There’s also some wonderful reworking in the soundtrack to Joker: Folie à Deux (CD, LP, download from WaterTower/Interscope last month), a movie I quite enjoyed — don’t let the Rotten Tomatoes fool you. Arrangements of such chestnuts as “That’s Life,” “What the World Needs Now Is Love,” and “When You’re Smiling”—customed after-the-fact to Joaquin Phoenix and Lady Gaga‘s in-character performances—are subtly haunting. Arnold (The Joker) and Lee (Harley Quinn, aka Harlequin) imagine themselves as show people but their brains are dark places and the orchestrations come with an undertow. Gaga in particular does a stellar job maneuvering between timid voice and brassy, imagined voice. It’s worth seeing if only to hear the soundtrack (and Hildur Guðnadóttir’s score) on a cinema sound system, but also for scoffing rights next time someone tells you it wasn’t the movie they wanted it to be.
And speaking or wretched clown, The Residents released a set of a half-dozen songs on Nov. 1 (10” EP and download via Cherry Red Records, MVD Audio and New Ralph Too) asking the perennial question, “where do clowns go when they die?” It’s a maddening 24 minutes of psycho-ditties, distorted voices, violence and an incessant laugh track.

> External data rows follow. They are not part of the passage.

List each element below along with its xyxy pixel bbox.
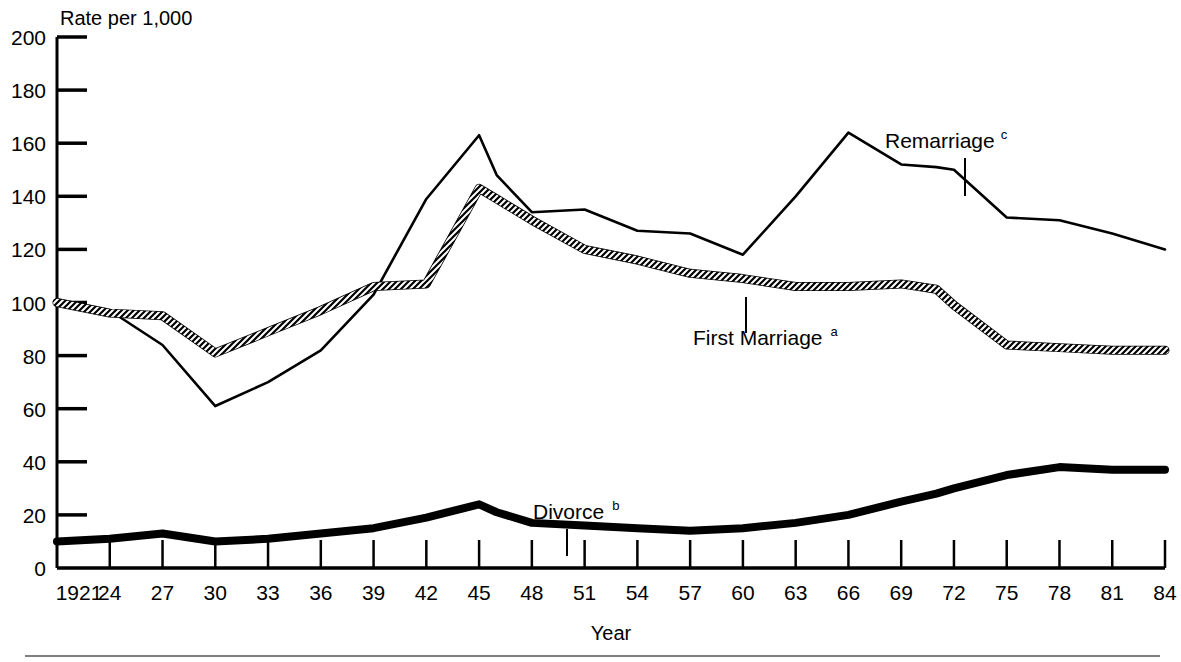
x-tick-label: 66 — [837, 581, 860, 604]
x-tick-label: 84 — [1153, 581, 1177, 604]
y-tick-label: 0 — [34, 557, 46, 580]
y-tick-label: 120 — [11, 238, 46, 261]
x-tick-label: 72 — [942, 581, 965, 604]
x-tick-label: 78 — [1048, 581, 1071, 604]
y-tick-label: 20 — [23, 504, 46, 527]
x-axis-title: Year — [591, 622, 632, 644]
y-tick-label: 140 — [11, 185, 46, 208]
y-tick-label: 60 — [23, 398, 46, 421]
series-label-first-marriage: First Marriage — [693, 326, 823, 349]
y-tick-label: 160 — [11, 132, 46, 155]
x-tick-label: 69 — [890, 581, 913, 604]
series-line-remarriage — [57, 133, 1165, 406]
line-chart: Rate per 1,000 0204060801001201401601802… — [0, 0, 1181, 662]
footnote-mark-divorce: b — [612, 498, 619, 513]
x-tick-label: 81 — [1101, 581, 1124, 604]
series-label-remarriage: Remarriage — [885, 129, 995, 152]
x-tick-label: 45 — [467, 581, 490, 604]
chart-figure: Rate per 1,000 0204060801001201401601802… — [0, 0, 1181, 662]
y-tick-label: 200 — [11, 26, 46, 49]
x-tick-label: 60 — [731, 581, 754, 604]
y-tick-label: 80 — [23, 345, 46, 368]
x-axis-ticks: 1921242730333639424548515457606366697275… — [56, 540, 1177, 604]
x-tick-label: 42 — [415, 581, 438, 604]
x-tick-label: 51 — [573, 581, 596, 604]
x-tick-label: 48 — [520, 581, 543, 604]
footnote-mark-remarriage: c — [1001, 127, 1008, 142]
x-tick-label: 54 — [626, 581, 650, 604]
y-tick-label: 100 — [11, 292, 46, 315]
x-tick-label: 75 — [995, 581, 1018, 604]
footnote-mark-first-marriage: a — [831, 324, 839, 339]
x-tick-label: 36 — [309, 581, 332, 604]
y-tick-label: 40 — [23, 451, 46, 474]
x-tick-label: 63 — [784, 581, 807, 604]
series-line-first-marriage-outline — [57, 188, 1165, 353]
x-tick-label: 1921 — [56, 581, 103, 604]
x-tick-label: 24 — [98, 581, 122, 604]
x-tick-label: 57 — [678, 581, 701, 604]
x-tick-label: 27 — [151, 581, 174, 604]
y-axis-title: Rate per 1,000 — [60, 7, 192, 29]
x-tick-label: 33 — [256, 581, 279, 604]
series-line-divorce — [57, 467, 1165, 541]
series-label-divorce: Divorce — [533, 500, 604, 523]
x-tick-label: 39 — [362, 581, 385, 604]
series-group — [57, 133, 1165, 542]
x-tick-label: 30 — [204, 581, 227, 604]
y-tick-label: 180 — [11, 79, 46, 102]
series-line-first-marriage — [57, 188, 1165, 353]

In other words, classic Residents. And speaking of classic Residents… The mysterious, anonymous troupe has never been bashful about reinventing and rereleasing selections from their 50+ years of making records. It’s a lot to keep track of, with limited returns for all but the diehard, but The Residents Presents Buy or Die! Ralph Records 1972-1982 (triple CD and download out Nov. 4 from Cryptic Corporation) is an essential chunk of history from the fringes of rock. Unable to get record company interest in their early days, the Residents started their own label and forged distribution channels (primarily through mail order) at a time when such DIY efforts were rare. The weird thing was, they turned out to be pretty good at it, gaining attention, signing other bands and putting out promotional samplers under the banner “BUY OR DIE.” The new set includes those promo tracks and other singles, select album tracks and unreleased material from not just the Residents but Art Bears, Chrome, Fred Frith, MX-80 Sound, Renaldo and the Loaf, Schwump, Snakefinger, Tuxedomoon and Yello, as well as a handful of tracks by comic and graphic artist Gary Panter. It’s a surprisingly diverse chunk of independently produced music long, 63 tracks from before “indie rock” was a genre, and a glimpse into the a world before the Internet made musical outskirts accessible—back when you had to earn your weird.